Tuesday, April 17, 2012

Steampunk Everywhere

The steampunk influence is everywhere in science fiction and fantasy these days, and why shouldn't it be? The whole aesthetic is pretty cool--leather and copper and brass and exposed gears, tough yet elegant, retro yet edgy. I'm all for it.

But if you actually read the steampunk influenced literature, there's something more going on than just fashion. For one thing, writers of steampunk really get into language. The language of nineteenth century technology--"cog," "coil," "spring," "clockwork"--is so much more interesting, physical, guttural than the antiseptic language of twenty-first century technology--"quantum," "byte," "field," "tachyon." Steampunk allows writers to get poetic when writing about technology. Steampunk is about the origins of technology, the mythology of how our relationship with machines originally formed.

That mythology is often imbued with sadness, as it is in Genevieve Valentie's Mechanique: A Tale of the Circus Tresaulti. The circus in this meditative steampunk novel is populated mostly with half-human, half-machine performers: a musician who has been turned into his instrument, a strong man trussed up with brass and steal, aerialists whose bones have been replaced with lightweight copper tubing, a man with functional mechanical wings. All of these people have been "fixed" by the circus leader, a woman named only "Boss," who performs her operations in a travelling workshop outfitted with scalpels, saws, pliers and welding torches. Each "fix" comes at a cost, some portion of humanity is lost, but the performers go on trying to be human, trying to love, trying to grow, while becoming ever more dependent on each other, on the circus and on Boss. They travel through a war-torn world and what they bring to the cities they visit is a strange dream as dangerous as it is inspiring.

There is not a lot of plot to Mechanique--a couple of performers vie to be the next fitted with wings and a "government man" begins following the troupe while issuing vague threats--but there is plenty of poetry, sad poetry about people who desperately need their machines. Like much sad poetry, it's both poignant and beautiful.

1 comment :

Sarah Stevenson said...

It sounds disturbing yet cool, although I'm a little worried about your comment that it's light on plot...I like plot. :) But I do like language, too, and I agree with you that steampunk provides opportunities to get really atmospheric and even experimental with words.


[ACTION ITEM]
Each line of the listing must be transcribed exactly, except for the images, which should be excluded.

□ □ □ □ □

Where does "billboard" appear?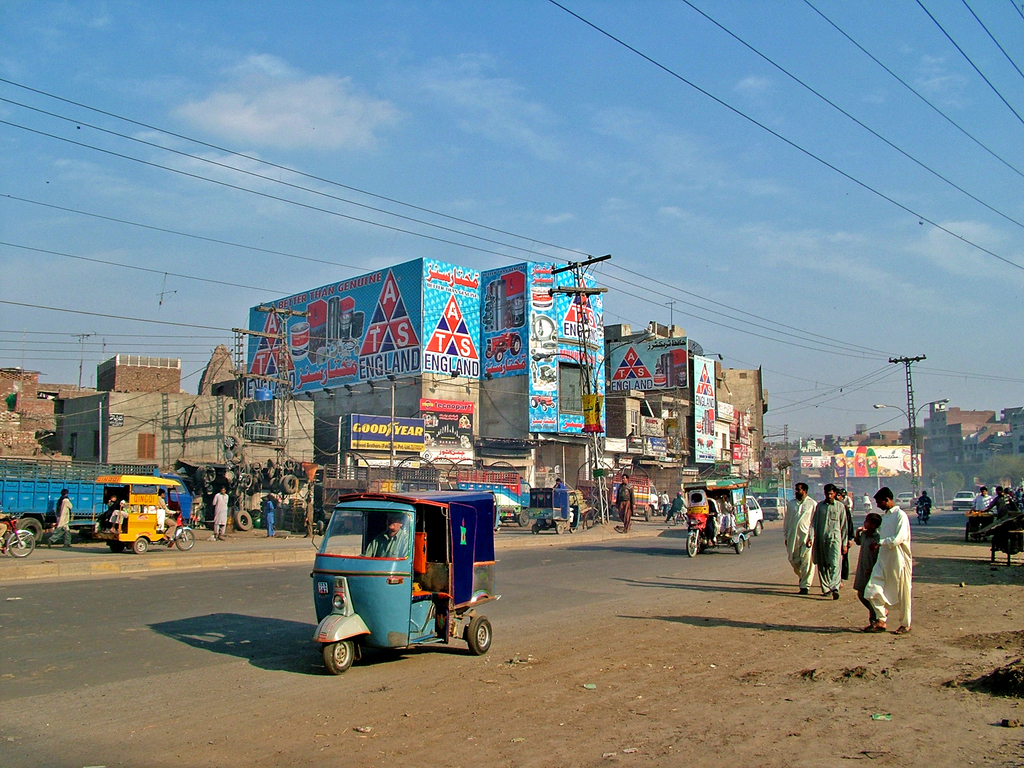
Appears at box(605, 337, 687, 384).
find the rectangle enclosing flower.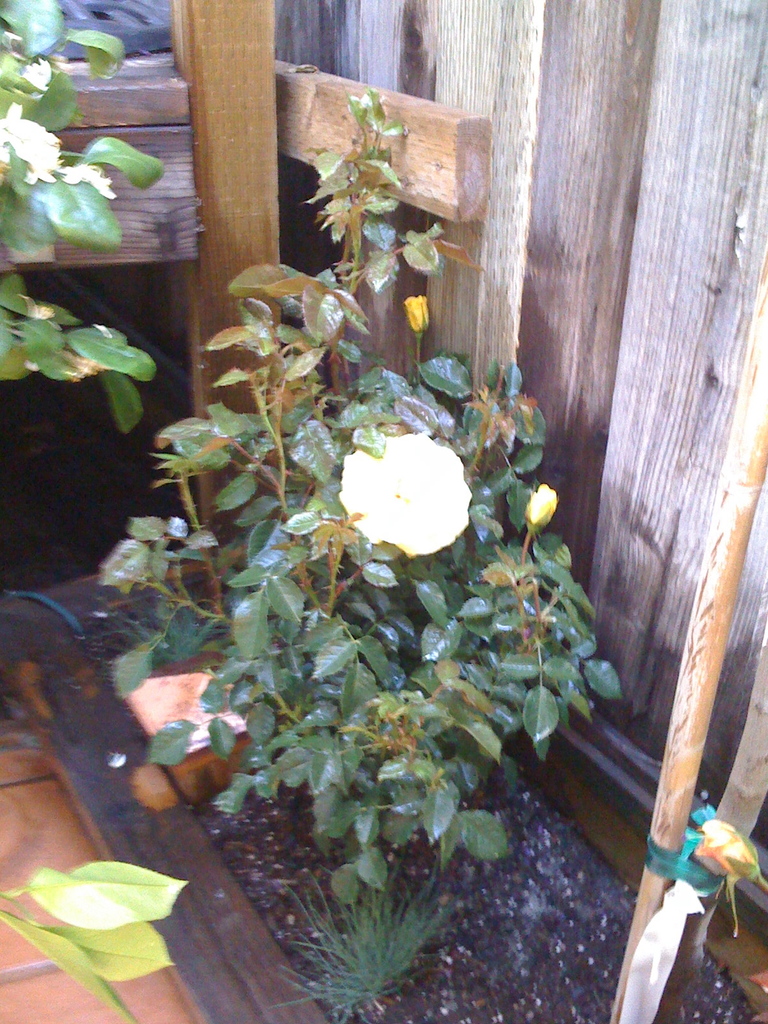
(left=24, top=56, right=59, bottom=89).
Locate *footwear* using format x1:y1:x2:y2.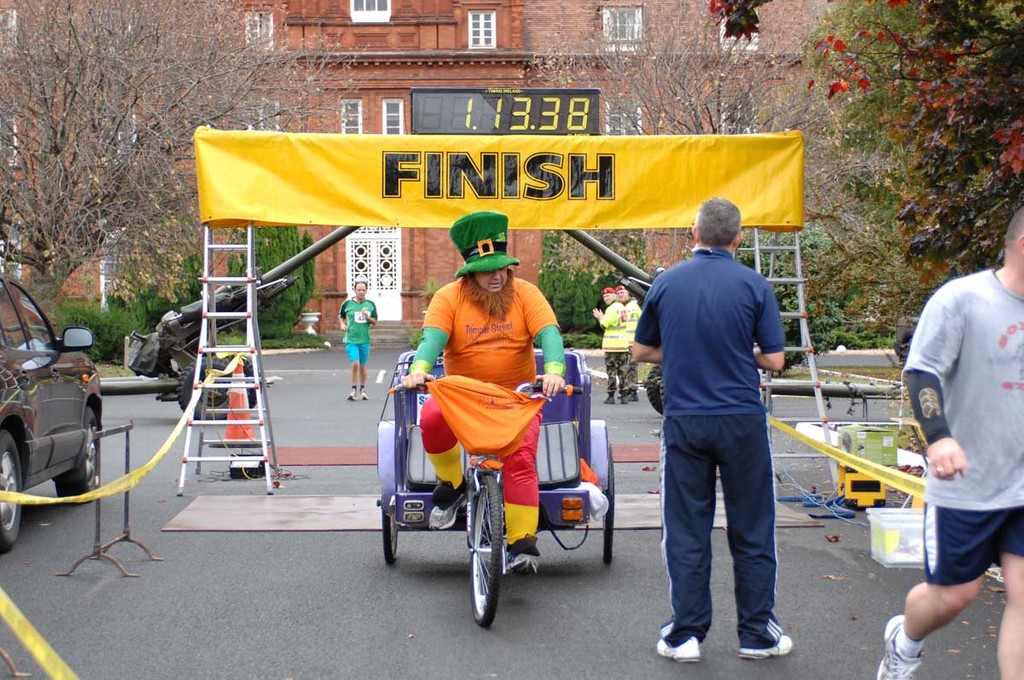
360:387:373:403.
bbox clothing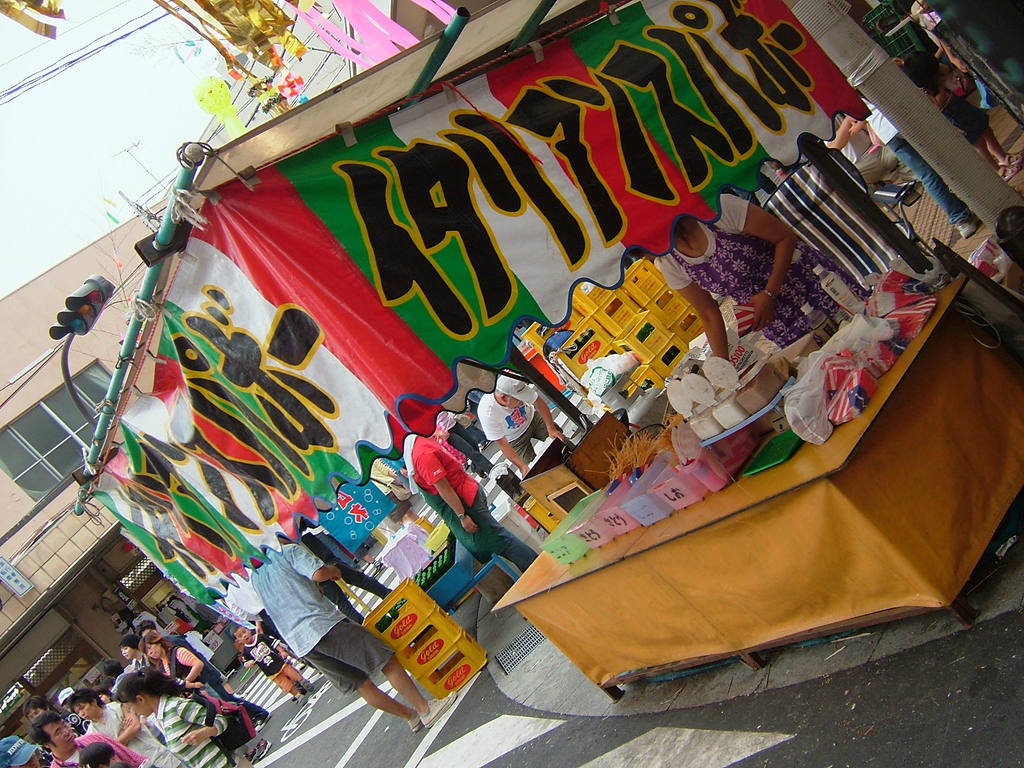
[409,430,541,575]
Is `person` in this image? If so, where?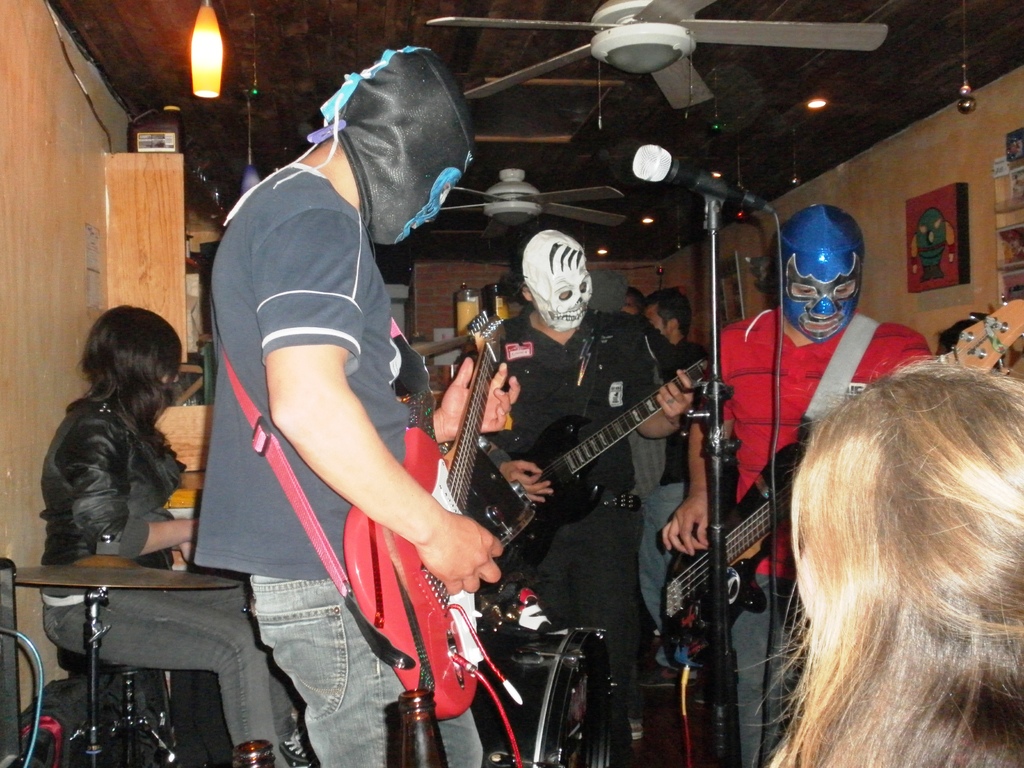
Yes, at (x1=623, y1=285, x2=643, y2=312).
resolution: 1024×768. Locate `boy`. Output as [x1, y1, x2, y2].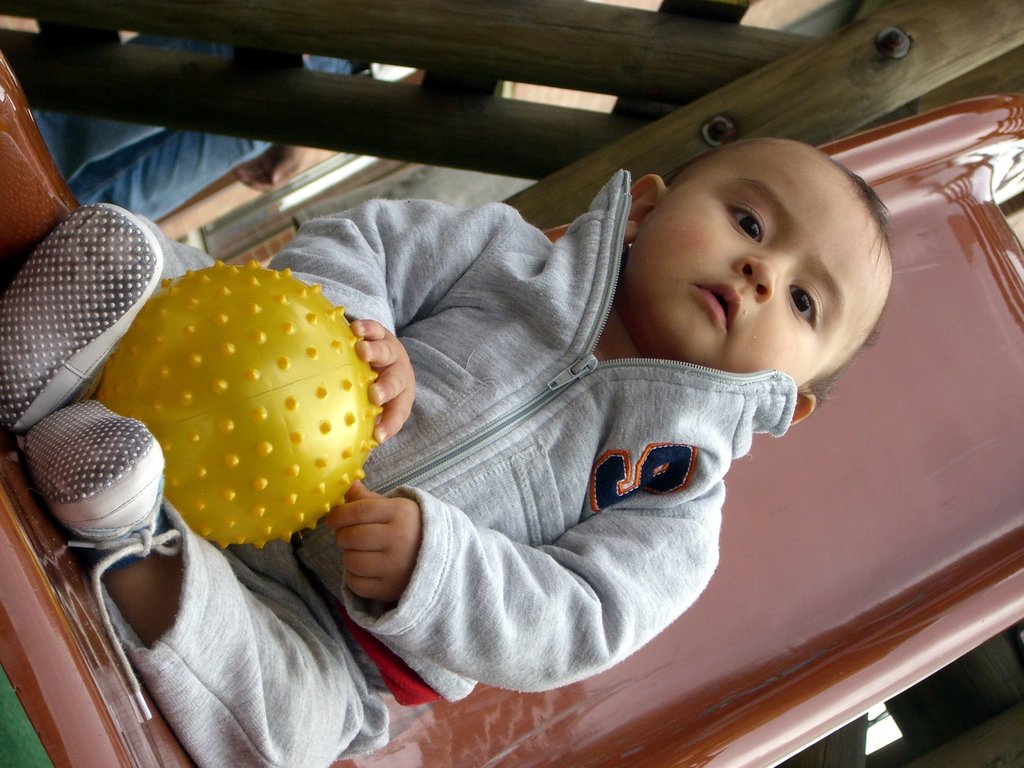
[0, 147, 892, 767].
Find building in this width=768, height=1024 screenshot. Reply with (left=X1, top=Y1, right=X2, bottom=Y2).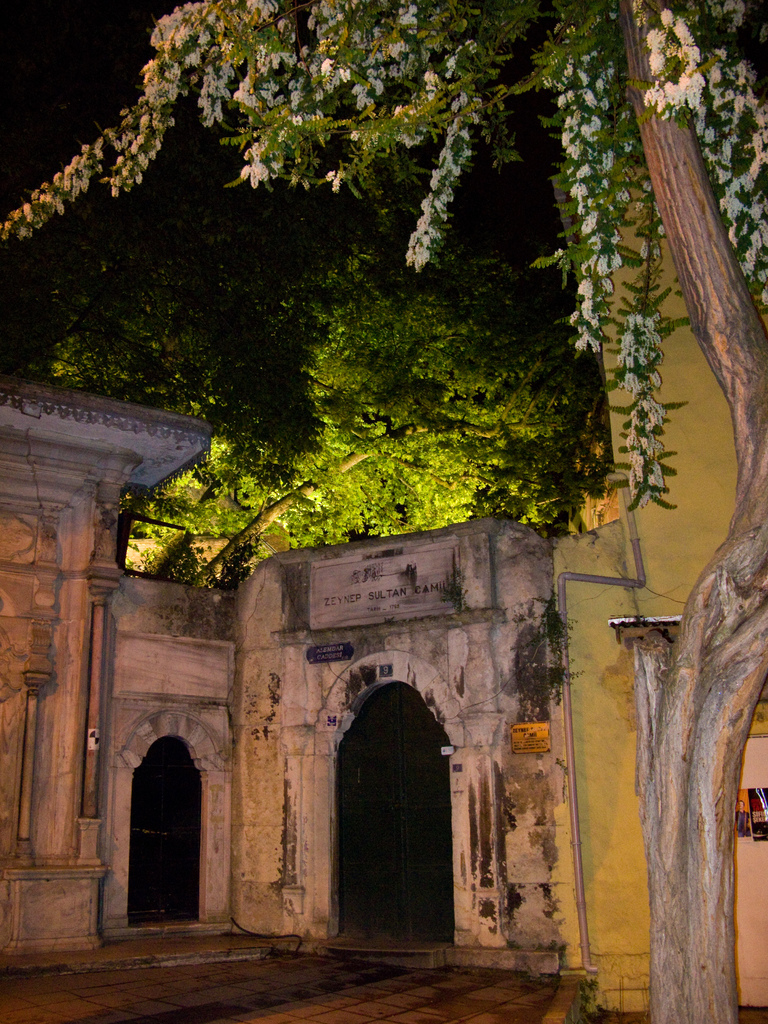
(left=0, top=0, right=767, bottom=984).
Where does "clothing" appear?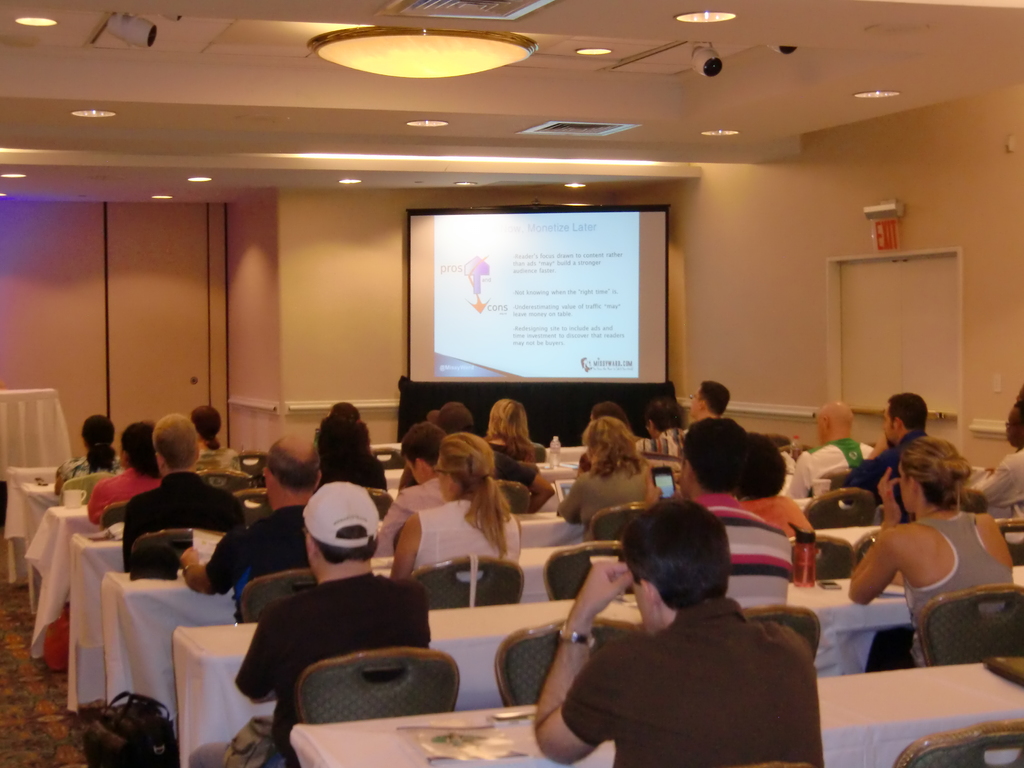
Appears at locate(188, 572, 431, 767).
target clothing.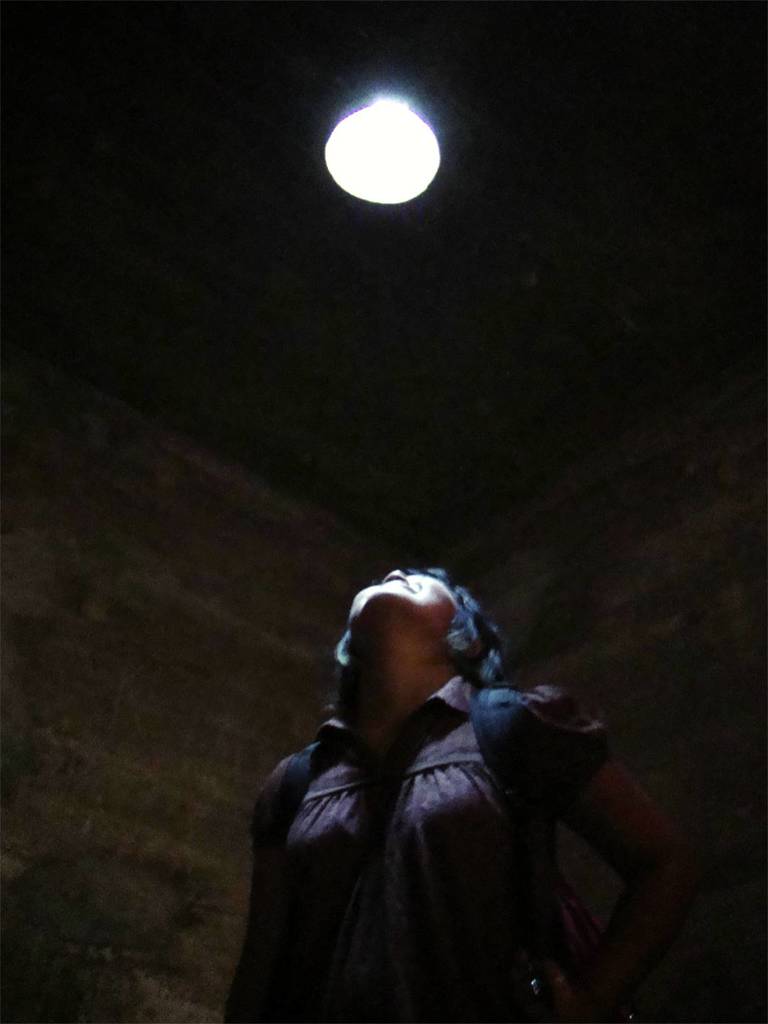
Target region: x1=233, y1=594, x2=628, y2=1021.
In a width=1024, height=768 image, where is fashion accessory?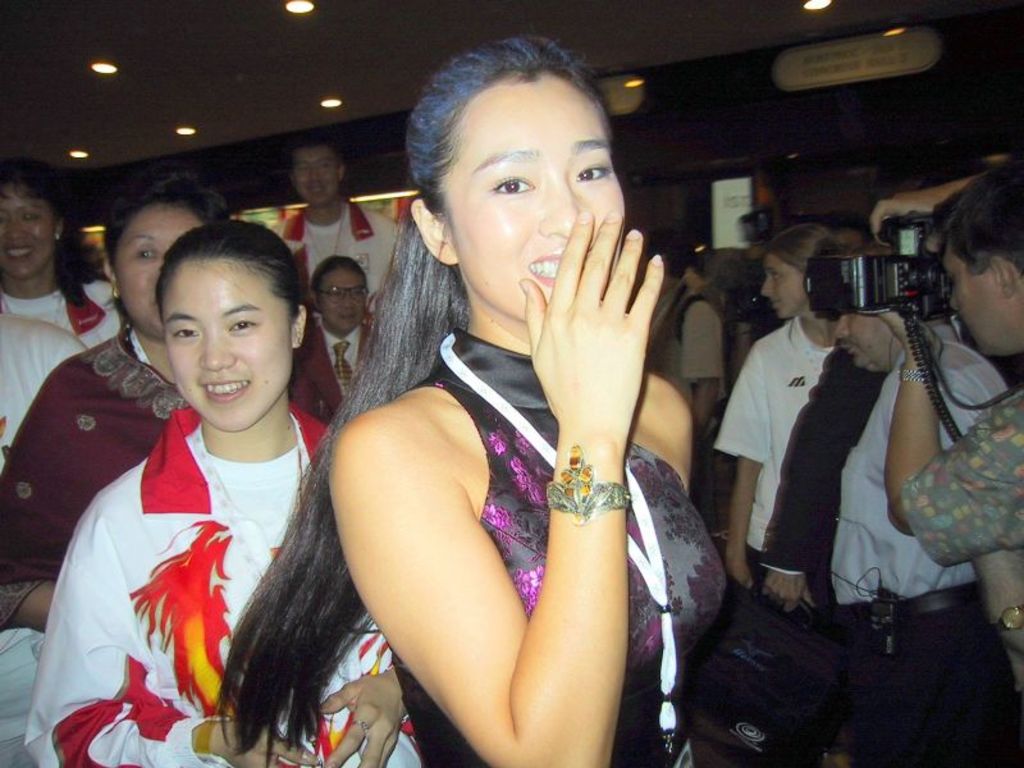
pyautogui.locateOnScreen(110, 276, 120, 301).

□ □ □ □ □

[TASK SOLUTION]
Where does "billboard" appear?
Appears at box(605, 337, 687, 384).
find the rectangle enclosing flower.
(left=24, top=56, right=59, bottom=89).
Locate *footwear* using format x1:y1:x2:y2.
360:387:373:403.
bbox clothing
[409,430,541,575]
Is `person` in this image? If so, where?
Yes, at (x1=623, y1=285, x2=643, y2=312).
resolution: 1024×768. Locate `boy`. Output as [x1, y1, x2, y2].
[0, 147, 892, 767].
Find building in this width=768, height=1024 screenshot. Reply with (left=X1, top=Y1, right=X2, bottom=Y2).
(left=0, top=0, right=767, bottom=984).
Where does "clothing" appear?
Appears at locate(188, 572, 431, 767).
target clothing.
Target region: x1=233, y1=594, x2=628, y2=1021.
In a width=1024, height=768 image, where is fashion accessory?
pyautogui.locateOnScreen(110, 276, 120, 301).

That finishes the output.